Jeanna Kadlec's memoir of growing up in an evangelical Christian family in the Midwest and discovering she was a lesbian when she was in grad school in Boston. Jeanna's own story is interspersed with the history and critique of American evangelicalism, and especially how it came to be tied up with so-called "conservative" politics. I was more interested in Kadlec's personal story. I think the history and analysis is meant to add context rather than to be an in depth study of evangelicalism. Still, I found some insights in the book that will stay with me. One was that evangelical Christianity can be thought of as a civil folk religion because of how its values have become tied up in the idea of what it is to be American--the so-called Protestant work ethic of hard work and self reliance being also the bedrock idea of the American citizen, for example.
It was interesting to me that in Jeanna's story, her mother was the main transmitter of patriarchal religion. Her father, a lapsed Catholic, was checked out until she was a teenager, when he suddenly converted and then brought the family to an extremely repressive evangelical church. At that point, Jeanna attended a different church on her own, because she knew what the people at that church were doing was wrong. I was also interested in how, after Jeanna came out as a lesbian, she felt she couldn't be a Christian anymore. Despite finding churches that were welcoming of LGBTQ+ people and feeling intellectual agreement with them, she felt she "couldn't hear Jesus" anymore. Instead, she looked for expressions of spirituality that helped her listen to herself in another way; tarot, for example. It struck me that leaving Christianity was not necessarily an intellectual decision, but an intuitive one. Another form of the same religion that raised her would not help her grow the way she needed to.
I read this book for a book club, otherwise I might not have picked it up. Kadlec's writing about herself is admirable. She's not shy about describing her callous behavior to her husband as their marriage collapses (although she also describes some of his callous behavior, she keeps it to a minimum) or her enthusiasm for sex once she understands why she didn't enjoy sex with her husband.
Jeanna Kadlec's memoir of growing up in an evangelical Christian family in the Midwest and discovering she was a lesbian when she was in grad school in Boston. Jeanna's own story is interspersed with the history and critique of American evangelicalism, and especially how it came to be tied up with so-called "conservative" politics. I was more interested in Kadlec's personal story. I think the history and analysis is meant to add context rather than to be an in depth study of evangelicalism. Still, I found some insights in the book that will stay with me. One was that evangelical Christianity can be thought of as a civil folk religion because of how its values have become tied up in the idea of what it is to be American--the so-called Protestant work ethic of hard work and self reliance being also the bedrock idea of the American citizen, for example.
It was interesting to me that in Jeanna's story, her mother was the main transmitter of patriarchal religion. Her father, a lapsed Catholic, was checked out until she was a teenager, when he suddenly converted and then brought the family to an extremely repressive evangelical church. At that point, Jeanna attended a different church on her own, because she knew what the people at that church were doing was wrong. I was also interested in how, after Jeanna came out as a lesbian, she felt she couldn't be a Christian anymore. Despite finding churches that were welcoming of LGBTQ+ people and feeling intellectual agreement with them, she felt she "couldn't hear Jesus" anymore. Instead, she looked for expressions of spirituality that helped her listen to herself in another way; tarot, for example. It struck me that leaving Christianity was not necessarily an intellectual decision, but an intuitive one. Another form of the same religion that raised her would not help her grow the way she needed to.
I read this book for a book club, otherwise I might not have picked it up. Kadlec's writing about herself is admirable. She's not shy about describing her callous behavior to her husband as their marriage collapses (although she also describes some of his callous behavior, she keeps it to a minimum) or her enthusiasm for sex once she understands why she didn't enjoy sex with her husband.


With no images included, output each entry below exactly as it appears.

[Start of Attachment]

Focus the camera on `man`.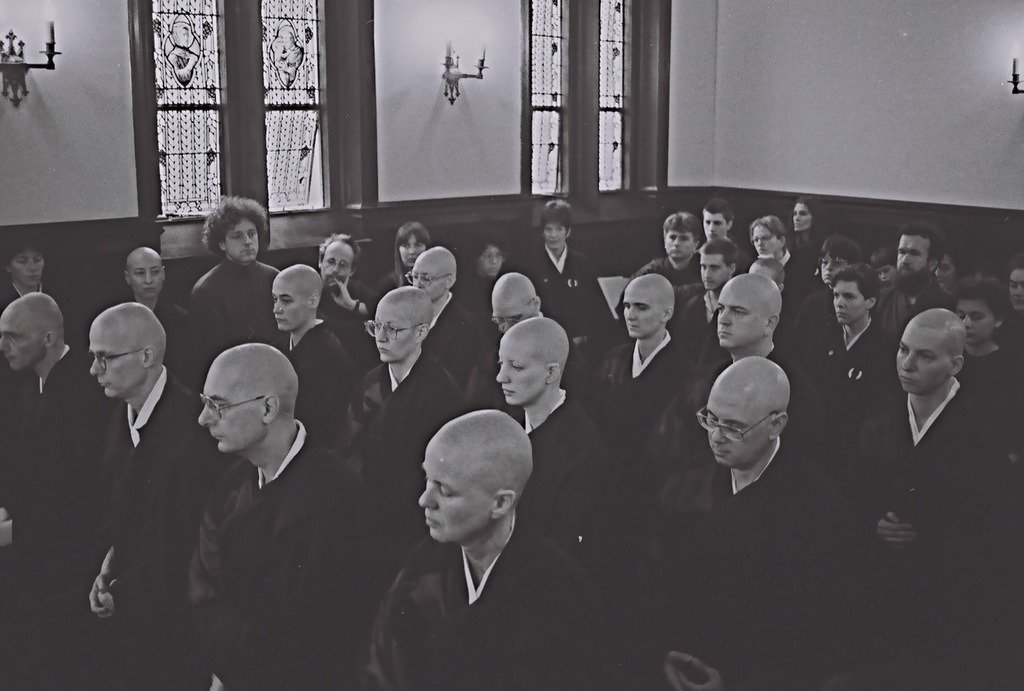
Focus region: locate(316, 234, 387, 368).
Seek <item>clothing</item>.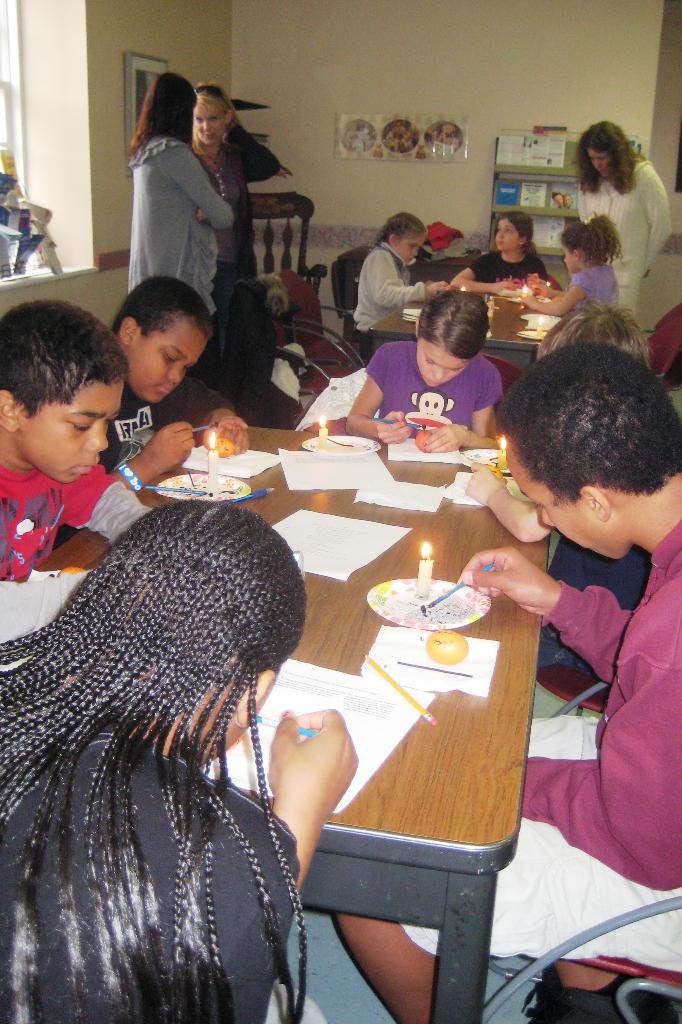
detection(360, 245, 421, 356).
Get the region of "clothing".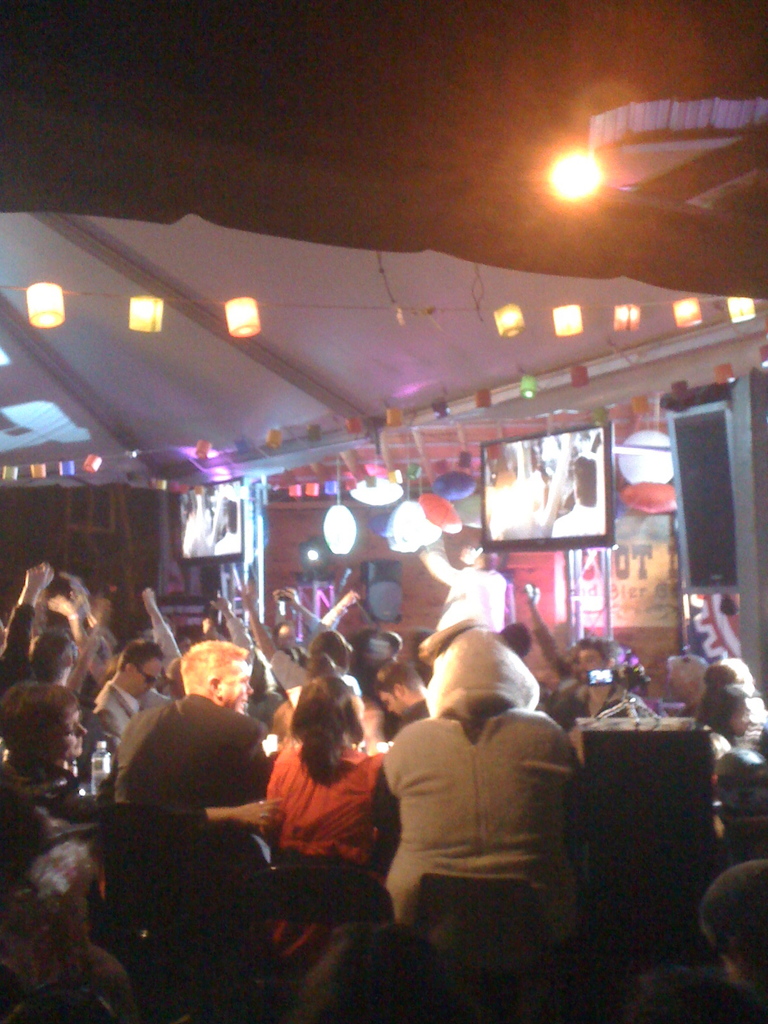
386,701,440,736.
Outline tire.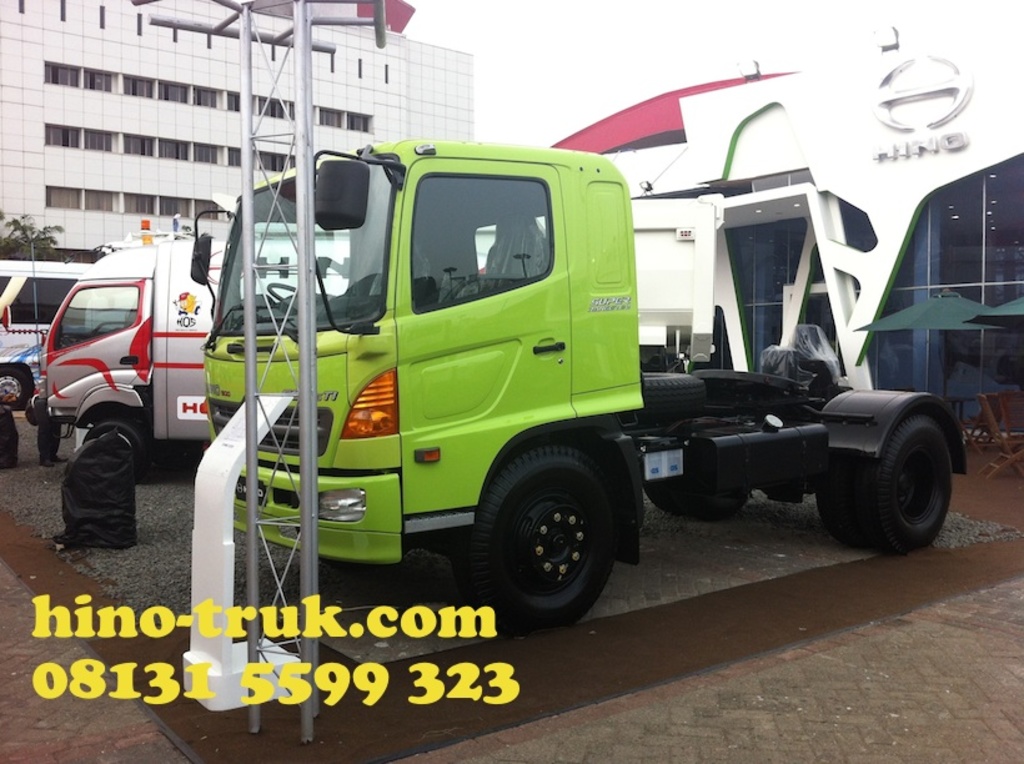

[End of Attachment]

### Written solution
Focus the camera on `man`.
Focus region: locate(316, 234, 387, 368).
Seek <item>clothing</item>.
detection(360, 245, 421, 356).
Get the region of "clothing".
386,701,440,736.
Outline tire.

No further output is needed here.